Trying to learn winners
Let's digress to a protfolio selection algorithm. The most direcxt approach to expert learning and portfolio selection is a "reward based weighted average prediction" algorithm which adaptively computes a weighted average of experts by gradually increasing (by multiplicative or additive factors) the relative weights of the more successful experts.
consider the exponential gradient algorithm by Helmboldt et al:
b_{t+1}(j) = b_t(j) . exp{\eta x_t(j) / b_t.x_t} / \Sum [b_t(j) . exp{\eta x_t(j) / b_t.x_t}]

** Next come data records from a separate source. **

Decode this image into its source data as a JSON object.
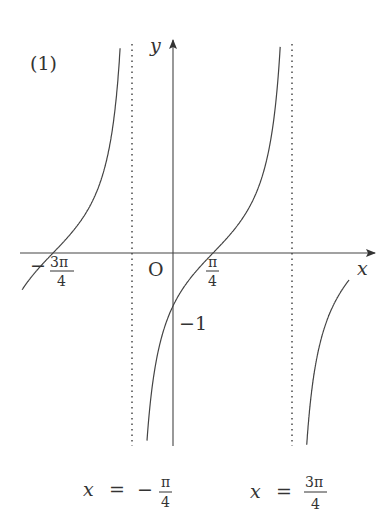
{
  "figure": {
    "panel_label": "(1)",
    "x_axis_label": "x",
    "y_axis_label": "y",
    "origin_label": "O",
    "line_color": "#444444",
    "asymptote_color": "#555555"
  },
  "labels": {
    "neg_3pi_4": {
      "sign": "−",
      "num": "3π",
      "den": "4"
    },
    "pi_4": {
      "num": "π",
      "den": "4"
    },
    "y_intercept": "−1",
    "asymptote_left": {
      "lhs": "x",
      "eq": "=",
      "sign": "−",
      "num": "π",
      "den": "4"
    },
    "asymptote_right": {
      "lhs": "x",
      "eq": "=",
      "num": "3π",
      "den": "4"
    }
  },
  "chart_data": {
    "type": "line",
    "title": "(1)",
    "function": "y = tan(x − π/4)",
    "xlabel": "x",
    "ylabel": "y",
    "x_ticks": [
      "−3π/4",
      "π/4"
    ],
    "y_ticks": [
      "−1"
    ],
    "asymptotes": [
      "x = −π/4",
      "x = 3π/4"
    ],
    "zeros": [
      "−3π/4",
      "π/4"
    ],
    "y_intercept": -1,
    "branches": [
      {
        "x_from": "−5π/4 (clipped)",
        "x_to": "−π/4",
        "passes_through": [
          [
            "−3π/4",
            0
          ]
        ]
      },
      {
        "x_from": "−π/4",
        "x_to": "3π/4",
        "passes_through": [
          [
            "0",
            -1
          ],
          [
            "π/4",
            0
          ]
        ]
      },
      {
        "x_from": "3π/4",
        "x_to": "clipped",
        "passes_through": []
      }
    ],
    "grid": false,
    "legend": null
  }
}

where \eta is a leraning parameter which is proportional to x_min, root(log m) and inversely propotional to root(n).
setting \eta to 0 for instance is nothing but the uniform cbal and hence is not universal.
combining a small learing rate with a "reasonably balanced" market we expect the performance of EG to be similar to that of the uniform CBAL and this is confirmed by experiments.
consider the exponential gradient algorithm by Helmboldt et al:
b_{t+1}(j) = b_t(j) . exp{\eta x_t(j) / b_t.x_t} / \Sum [b_t(j) . exp{\eta x_t(j) / b_t.x_t}]
where \eta is a leraning parameter which is proportional to x_min, root(log m) and inversely propotional to root(n).
setting \eta to 0 for instance is nothing but the uniform cbal and hence is not universal.
combining a small learing rate with a "reasonably balanced" market we expect the performance of EG to be similar to that of the uniform CBAL and this is confirmed by experiments.